BusinessWeek reports that the value of private equity deals tumbled 68% from the second quarter to the third as a liquidity crisis slashed the availibility of credit that makes such deals possible. While the absence of deals from the business headlines has been obvious, the extent of the damage is now clear.
The statistics are startling. Worldwide, there were just three buyouts of $1 billion or more during September, 10% of the 30 such deals reported in May. The trend was global, although it was most severe in the U.S. Global M&A in the third quarter slowed to $992.1 billion, down 43%, from $1.7 trillion a year earlier. The third quarter this year was still 24% higher than the volume of $799.5 billion during the third quarter of 2006. U.S. deal volume in fell nearly 50% during the third quarter, to $308 billion, down from $606 billion in the second quarter. But U.S. deal volume for the quarter was up 13%, from $274.1 billion a year earlier.
What's next? If the credit markets can find a way to reprice risk that's acceptable to private equity firms, acquisition targets, and investors in private equity loans then the deal business could revive. The recent closing of KKR's acquisition of First Data suggests that this is possible. Most likely, only the most conservatively structured deals will make it through this tighter credit sieve.
That means deal volume will not return to where it was and that investment banks -- which have invested so heavily in serving private equity firms -- will need to find new ways to make money.
Peter Cohan is president of Peter S. Cohan & Associates. He also teaches management at Babson College and edits The Cohan Letter.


Could you restate, exactly and with nothing added, the lines from the start of the data through the line that holds "This screenshot has", leaving the pictures out?

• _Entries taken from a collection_
[Start of section]

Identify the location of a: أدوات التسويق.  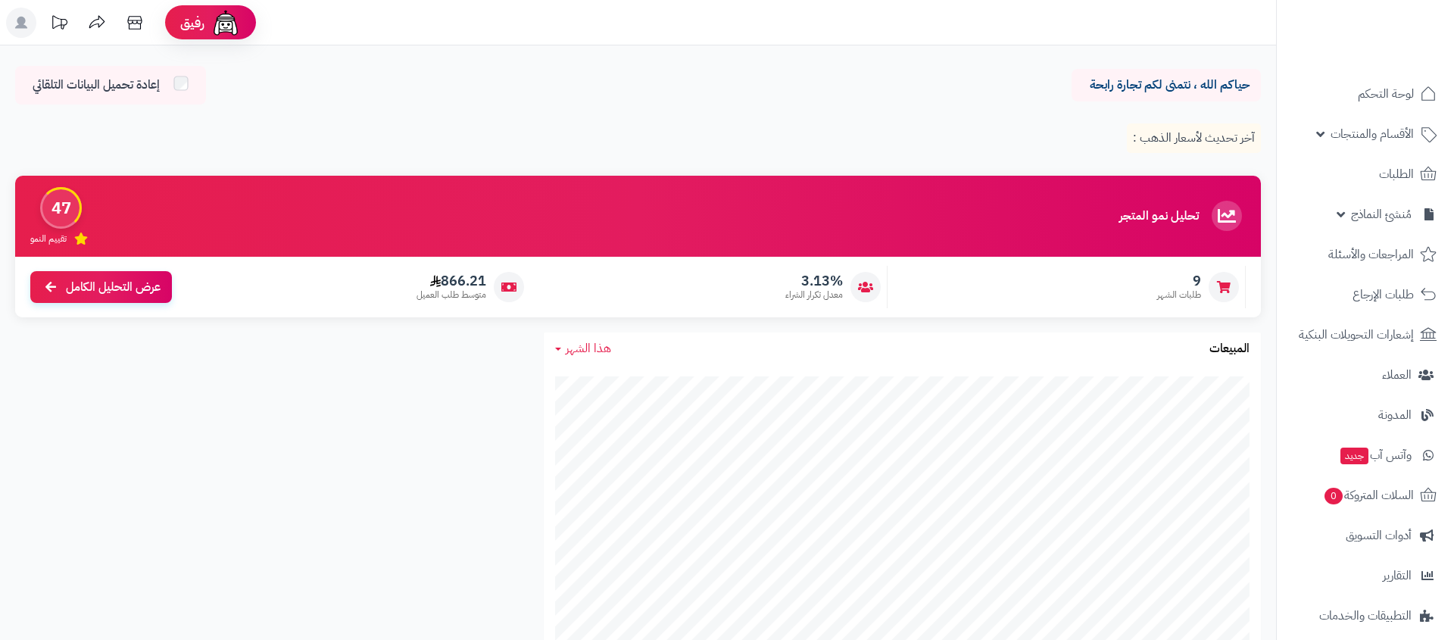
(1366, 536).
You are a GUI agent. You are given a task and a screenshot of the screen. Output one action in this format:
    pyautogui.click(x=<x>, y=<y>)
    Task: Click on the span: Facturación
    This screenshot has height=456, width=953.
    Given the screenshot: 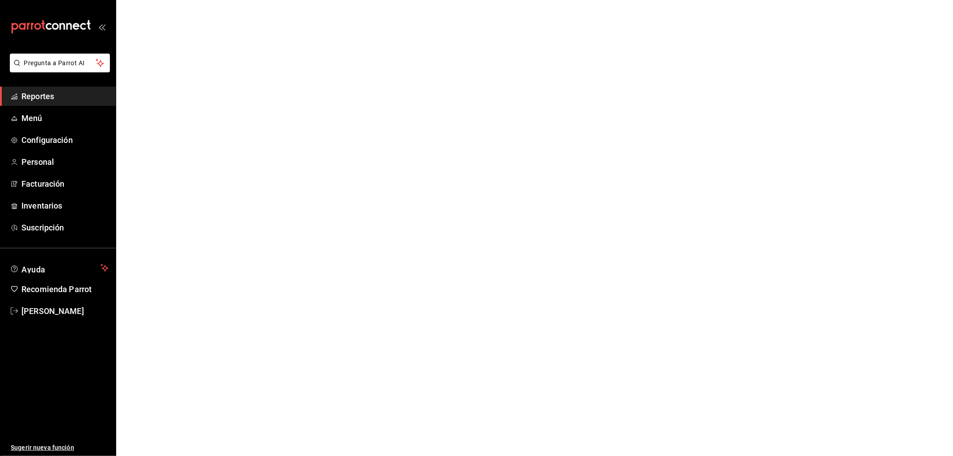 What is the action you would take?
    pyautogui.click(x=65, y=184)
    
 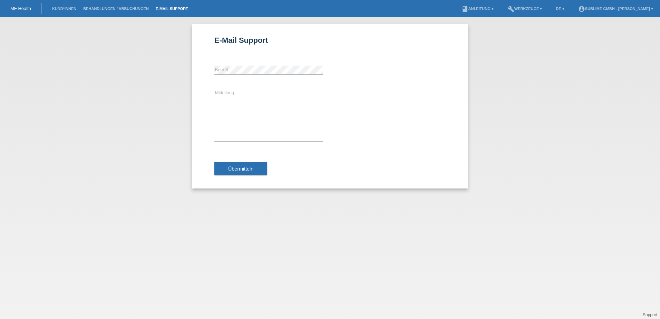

[End of section]

• _Solution to this problem_
Identify the location of a: أدوات التسويق.  
(1366, 536).
You are a GUI agent. You are given a task and a screenshot of the screen. Output one action in this format:
    pyautogui.click(x=<x>, y=<y>)
    Task: Click on the span: Facturación
    This screenshot has height=456, width=953.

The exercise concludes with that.